Fraud, a growing phenomenon

Over 70% of companies in all sectors are victims of fraud, and the trend is growing stronger every year, with no end in sight.

The explosion of this phenomenon has been fuelled by the transformation of organizations and the digitization of processes, placing large companies on the front line in the face of this growing risk. This dynamic, accompanied by technological evolution, has given rise to a veritable professionalization of fraud. It is no longer necessary to know how to code, nor to have technical skills. Fraudsters are no longer individuals, but truly organized and equipped businesses. Turnkey tools exist to enable a multitude of individuals to enter this "market".

Artificial intelligence is now emerging as both the main danger and the number-one bulwark against fraud. While companies are making widespread use of AI and solutions such as ChatGPT, fraudsters are one step ahead.

So how do you protect yourself?

First and foremost, we need to be aware of the asymmetry between the means used to defend ourselves and the technical skills employed by fraudsters. The hacking industry is developing faster than companies are being transformed, and the last thing you want to do is underestimate fraudsters.

Next, risk mapping and regular audits must be carried out throughout the company, in order to identify vulnerabilities and deploy the necessary actions. This is everyone's business, not just that of the people in charge of security, as the fraudster will identify the organization's weak point. This may be a process, or an identified individual.

Finally, companies need to embrace artificial intelligence and equip themselves with expert tools to detect fraud automatically at an early stage. They need to raise alerts when entering into a relationship with a third party, and then throughout the life of the contract. We must not let our guard down: many companies that are perfectly legal on paper and have a real business are used as Trojan horses to "fleece" companies.

Géraud Zeller

Head of Strategic Marketing and Partnerships at Ellisphere, Géraud designs and deploys innovative Risk Management offerings. He has led transformation projects in consulting firms, combining strategy and the development of new offers. With a Master Grande Ecole degree in Corporate Finance, he combines market vision with financial expertise.

Electronic invoicing in the road haulage industry, compliance heterogeneous progress towards compliance

The double deadline for dematerialized invoicing (in September 2026 and 2027) won't be the "big night" in the digitalization of road transport, but it will call into question certain habits in its companies. On three levels (at least).

The first level concerns the consignment note (the contractual document at the source of invoicing), which is widely used in paper form. Dematerialized invoicing makes the eCMR, planned since 2017 (according to the European EFTI regulation), a solution advocated by some and rejected by others, a logical step.

The second level addresses subcontracting and cabotage, which structure the road haulage business at national and cross-border level. Undoubtedly, small businesses will be duly called upon to keep up with the big companies, their principals, from 2026 onwards.

The third level concerns the plethora of dematerialization platform partners (around a hundred PDPs have pre-registered) and links with TMSs (transport management systems). The multiplicity of players and their uncertified (to date) interoperability leave company managers skeptical about the fluidity of exchanges, the costs involved (invoiced audits, fee notes and associated services, unit cost per invoice, subscription fees...) and the potential gains (payment lead times, limited reminders, better customer and invoice lifecycle tracking...) depending on the volume of invoices.

Conservative by nature, innovative by principle, the road transport sector (more than 30,000 registered companies) has always adapted to regulatory and digital milestones (EDI in the 2000s, electronic tachograph, widespread use of TMS and ERP, vehicle geolocation...), but at the pace allowed by the financial health of companies and the acculturation of teams. Digitization and the energy transition (phasing out diesel for heavy goods vehicles) are the two horizons for road transport. But as the facts show, the former will go faster than the latter.

Benoît BARDEBETTE
Associate co-founder and journalist at News Tank Cities and News Tank Mobilités (News Tank group) since 2018, Benoît has been editorial advisor to L'Officiel des Transporteurs (AlaloopMédia group) since December 2024. From 1994 to 1997, Benoît was section editor at
Transport Magazine. From 1997 to 2002, he was editor-in-chief of FranceRoutes (Wolters Kluwer group), then editor-in-chief of l'Officiel des Transporteurs from 2003 to 2017 and editorial director between 2009 and 2017 (Wolters Kluwer group).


Assigned task - Each line of data below must be printed exactly as written, with any pictures removed.

Dataset rows about figures:
_____
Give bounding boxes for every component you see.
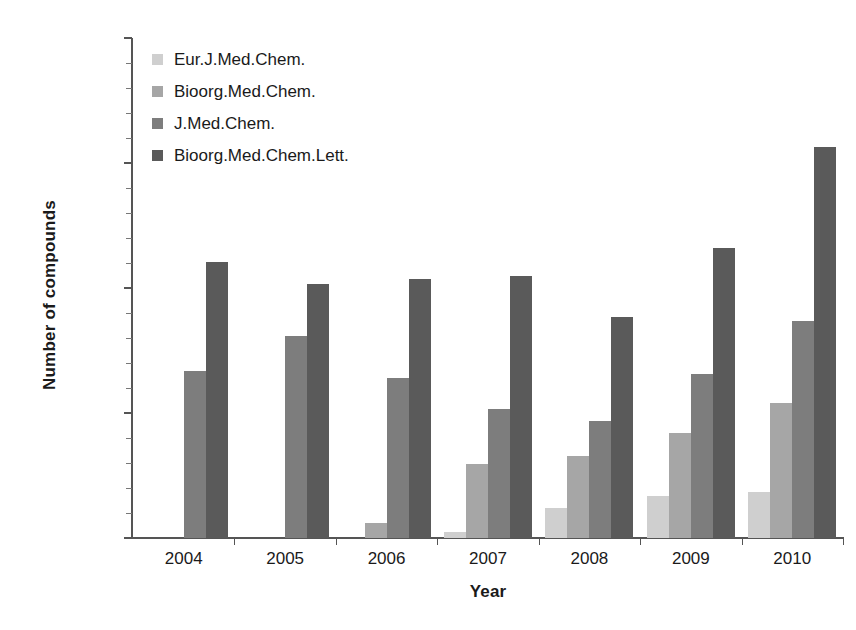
- y-tick-major: [124, 162, 132, 164]
- bar-chart: Number of compounds 05000100001500020000…: [0, 0, 856, 630]
- bar: [589, 421, 611, 539]
- bar: [770, 403, 792, 538]
- legend-item-3: Bioorg.Med.Chem.Lett.: [152, 139, 349, 171]
- y-tick-minor: [126, 263, 132, 264]
- y-tick-minor: [126, 363, 132, 364]
- bar: [387, 378, 409, 538]
- legend-item-0: Eur.J.Med.Chem.: [152, 43, 349, 75]
- x-tick: [336, 537, 337, 545]
- y-tick-minor: [126, 488, 132, 489]
- bar: [444, 532, 466, 538]
- y-tick-minor: [126, 238, 132, 239]
- x-tick-label: 2010: [737, 549, 847, 569]
- bar: [647, 496, 669, 539]
- x-tick-label: 2008: [534, 549, 644, 569]
- x-tick-label: 2004: [129, 549, 239, 569]
- bar: [567, 456, 589, 539]
- bar-group-2008: [539, 38, 640, 538]
- bar: [307, 284, 329, 538]
- y-tick-minor: [126, 438, 132, 439]
- legend-swatch-icon: [152, 54, 163, 65]
- y-tick-minor: [126, 463, 132, 464]
- y-tick-major: [124, 287, 132, 289]
- legend-label: Bioorg.Med.Chem.Lett.: [174, 147, 349, 164]
- bar: [409, 279, 431, 538]
- bar: [365, 523, 387, 539]
- y-tick-minor: [126, 188, 132, 189]
- legend-swatch-icon: [152, 118, 163, 129]
- y-tick-minor: [126, 113, 132, 114]
- x-tick-label: 2009: [636, 549, 746, 569]
- x-tick: [742, 537, 743, 545]
- y-tick-minor: [126, 213, 132, 214]
- legend: Eur.J.Med.Chem.Bioorg.Med.Chem.J.Med.Che…: [152, 43, 349, 171]
- bar: [510, 276, 532, 539]
- bar-group-2009: [640, 38, 741, 538]
- legend-label: Eur.J.Med.Chem.: [174, 51, 305, 68]
- bar: [545, 508, 567, 538]
- y-tick-major: [124, 37, 132, 39]
- y-tick-minor: [126, 63, 132, 64]
- x-tick-label: 2006: [332, 549, 442, 569]
- legend-item-1: Bioorg.Med.Chem.: [152, 75, 349, 107]
- bar: [748, 492, 770, 538]
- bar: [184, 371, 206, 539]
- bar: [713, 248, 735, 538]
- y-tick-minor: [126, 338, 132, 339]
- y-tick-minor: [126, 138, 132, 139]
- bar: [285, 336, 307, 539]
- x-tick: [539, 537, 540, 545]
- legend-swatch-icon: [152, 150, 163, 161]
- bar: [488, 409, 510, 538]
- y-tick-major: [124, 412, 132, 414]
- y-tick-minor: [126, 88, 132, 89]
- bar: [669, 433, 691, 538]
- bar: [466, 464, 488, 538]
- y-tick-minor: [126, 513, 132, 514]
- x-tick-label: 2007: [433, 549, 543, 569]
- bar: [814, 147, 836, 538]
- y-axis-title: Number of compounds: [40, 65, 60, 525]
- legend-item-2: J.Med.Chem.: [152, 107, 349, 139]
- x-axis-title: Year: [133, 582, 843, 602]
- y-tick-minor: [126, 313, 132, 314]
- legend-swatch-icon: [152, 86, 163, 97]
- bar: [206, 262, 228, 538]
- y-tick-minor: [126, 388, 132, 389]
- x-tick: [843, 537, 844, 545]
- bar: [611, 317, 633, 538]
- bar: [691, 374, 713, 538]
- x-tick: [437, 537, 438, 545]
- bar-group-2006: [336, 38, 437, 538]
- bar: [792, 321, 814, 539]
- bar-group-2010: [742, 38, 843, 538]
- legend-label: J.Med.Chem.: [174, 115, 275, 132]
- x-tick-label: 2005: [230, 549, 340, 569]
- x-tick: [234, 537, 235, 545]
- bar-group-2007: [437, 38, 538, 538]
- x-tick: [640, 537, 641, 545]
- legend-label: Bioorg.Med.Chem.: [174, 83, 316, 100]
_____
The completed task -
Give bounding boxes for every component you see.
- y-tick-major: [124, 162, 132, 164]
- bar-chart: Number of compounds 05000100001500020000…: [0, 0, 856, 630]
- bar: [589, 421, 611, 539]
- bar: [770, 403, 792, 538]
- legend-item-3: Bioorg.Med.Chem.Lett.: [152, 139, 349, 171]
- y-tick-minor: [126, 263, 132, 264]
- y-tick-minor: [126, 363, 132, 364]
- bar: [387, 378, 409, 538]
- legend-item-0: Eur.J.Med.Chem.: [152, 43, 349, 75]
- x-tick: [336, 537, 337, 545]
- y-tick-minor: [126, 488, 132, 489]
- bar: [444, 532, 466, 538]
- y-tick-minor: [126, 238, 132, 239]
- x-tick-label: 2010: [737, 549, 847, 569]
- bar: [647, 496, 669, 539]
- x-tick-label: 2008: [534, 549, 644, 569]
- x-tick-label: 2004: [129, 549, 239, 569]
- bar: [567, 456, 589, 539]
- bar-group-2008: [539, 38, 640, 538]
- bar: [307, 284, 329, 538]
- y-tick-minor: [126, 438, 132, 439]
- legend-swatch-icon: [152, 54, 163, 65]
- y-tick-minor: [126, 463, 132, 464]
- y-tick-major: [124, 287, 132, 289]
- legend-label: Bioorg.Med.Chem.Lett.: [174, 147, 349, 164]
- bar: [409, 279, 431, 538]
- bar: [365, 523, 387, 539]
- y-tick-minor: [126, 188, 132, 189]
- legend-swatch-icon: [152, 118, 163, 129]
- y-tick-minor: [126, 113, 132, 114]
- x-tick-label: 2009: [636, 549, 746, 569]
- x-tick: [742, 537, 743, 545]
- y-tick-minor: [126, 213, 132, 214]
- legend: Eur.J.Med.Chem.Bioorg.Med.Chem.J.Med.Che…: [152, 43, 349, 171]
- bar: [510, 276, 532, 539]
- bar-group-2009: [640, 38, 741, 538]
- legend-label: Eur.J.Med.Chem.: [174, 51, 305, 68]
- bar: [545, 508, 567, 538]
- y-tick-major: [124, 37, 132, 39]
- y-tick-minor: [126, 63, 132, 64]
- x-tick-label: 2006: [332, 549, 442, 569]
- legend-item-1: Bioorg.Med.Chem.: [152, 75, 349, 107]
- bar: [748, 492, 770, 538]
- bar: [184, 371, 206, 539]
- bar: [713, 248, 735, 538]
- y-tick-minor: [126, 338, 132, 339]
- y-tick-minor: [126, 138, 132, 139]
- bar: [285, 336, 307, 539]
- x-tick: [539, 537, 540, 545]
- legend-swatch-icon: [152, 150, 163, 161]
- bar: [488, 409, 510, 538]
- y-tick-major: [124, 412, 132, 414]
- y-tick-minor: [126, 88, 132, 89]
- bar: [669, 433, 691, 538]
- bar: [466, 464, 488, 538]
- y-tick-minor: [126, 513, 132, 514]
- x-tick-label: 2007: [433, 549, 543, 569]
- bar: [814, 147, 836, 538]
- y-axis-title: Number of compounds: [40, 65, 60, 525]
- legend-item-2: J.Med.Chem.: [152, 107, 349, 139]
- x-axis-title: Year: [133, 582, 843, 602]
- y-tick-minor: [126, 313, 132, 314]
- legend-swatch-icon: [152, 86, 163, 97]
- bar: [206, 262, 228, 538]
- y-tick-minor: [126, 388, 132, 389]
- x-tick: [843, 537, 844, 545]
- bar: [611, 317, 633, 538]
- bar: [691, 374, 713, 538]
- x-tick: [437, 537, 438, 545]
- bar-group-2006: [336, 38, 437, 538]
- bar: [792, 321, 814, 539]
- bar-group-2010: [742, 38, 843, 538]
- legend-label: J.Med.Chem.: [174, 115, 275, 132]
- x-tick-label: 2005: [230, 549, 340, 569]
- x-tick: [234, 537, 235, 545]
- bar-group-2007: [437, 38, 538, 538]
- x-tick: [640, 537, 641, 545]
- legend-label: Bioorg.Med.Chem.: [174, 83, 316, 100]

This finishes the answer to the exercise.